Examples - The idiographic approach is most associated with the humanistic and psychodynamic approaches. For eg, Carl Rogers sought to explain the process of self development including the role of unconditional positive regard. This was derived from in-depth conversations with clients in therapy. Sigmund Freud’s careful observations of individuals were the basis of his explanations of human nature, for example, the case of Little Hans was used to explain how a phobia might develop.

35
Q

Nomothetic approach

A

NA aims to study human behaviour through the development of general principles and universal laws.

Research Methord
Quantitative research
structured Questionaire

Example
The behaviourist and biological approaches are nomothetic even though they sometimes use quite small samples. For example, BF skinner studied animals to develop the general laws of learning. His research method looked at one aspect of behaviour in a few animals but the main aim was to establish general laws. Similarily, biological psychology may use a small sample, such as Roger Sperry’s split-brain research which involved repeated testing and was, in part, the basis for understanding hemispheric lateralisation.

36
Q

Nature/ Nativists

A

Human characteristics are innate hereditary - passed from one generation to another
- biological and genetic factors
Anatomy is destiny

37
Q

Nurture/ Empiricist

A

Behaviour is a product of environmental factors
Physical and social world
Experiences before birth (pre-natal)
Mother psychological and physical state/ health
Culture
Historical context

38
Q

Interactionist approach - diathesis stress model / epigenetics

A

Nature and nurture both contribute to behaviour and characteristics.

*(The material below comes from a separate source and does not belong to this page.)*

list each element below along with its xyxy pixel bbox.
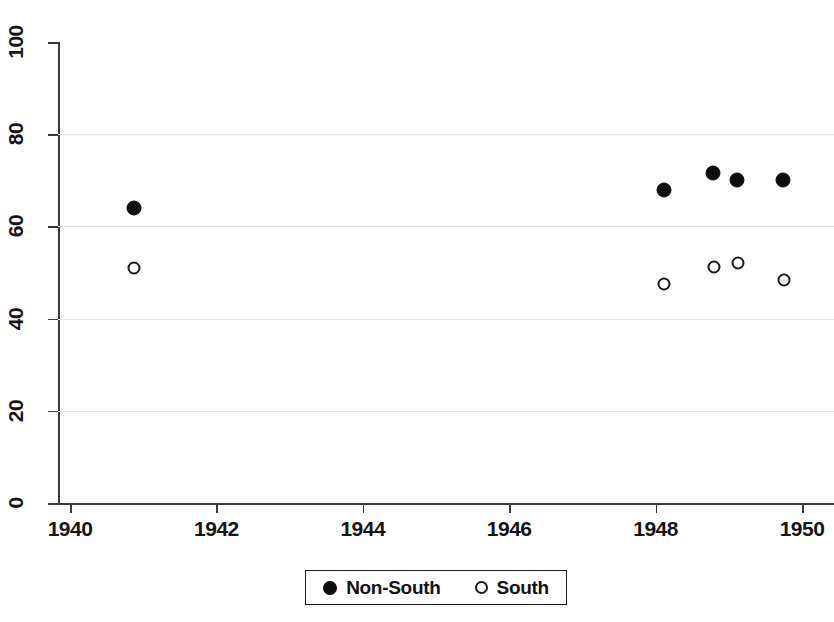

Psychological evidence : Twin studies - high concordance rate, difficult to separate environmental and genetic factors

Cardno et al - investigated the genetic hypothesis as an explanation for SZ. Found a 40% concordance rate in MZ twins, compared with 5.3% in DZ twins

Diathesis stress model
Diathesis - vulnerability
Stress model - negative psychological experience

Tienari et al 2004 - investigated combination of genetic vulnerability and parental cycle. Children adopted from 19000 Finnish mothers with SZ between 1960 - 1979 were followed up. Adoptive parents were assessed for their child rearing styles. Raters of SZ we’re compared with the control group. ( Adoptees without any genetic risk)

Findings - child rearing styles characteristics by : conflict, criticism and low levels of empathy- triggered the onset of SZ for children with a genetic vulnerability and not in the control group

Epigenetics
Nurture affecting nature. Change in our genetic activity without changing our genetic code, caused by interaction with the environment/life styles and events we can encounter.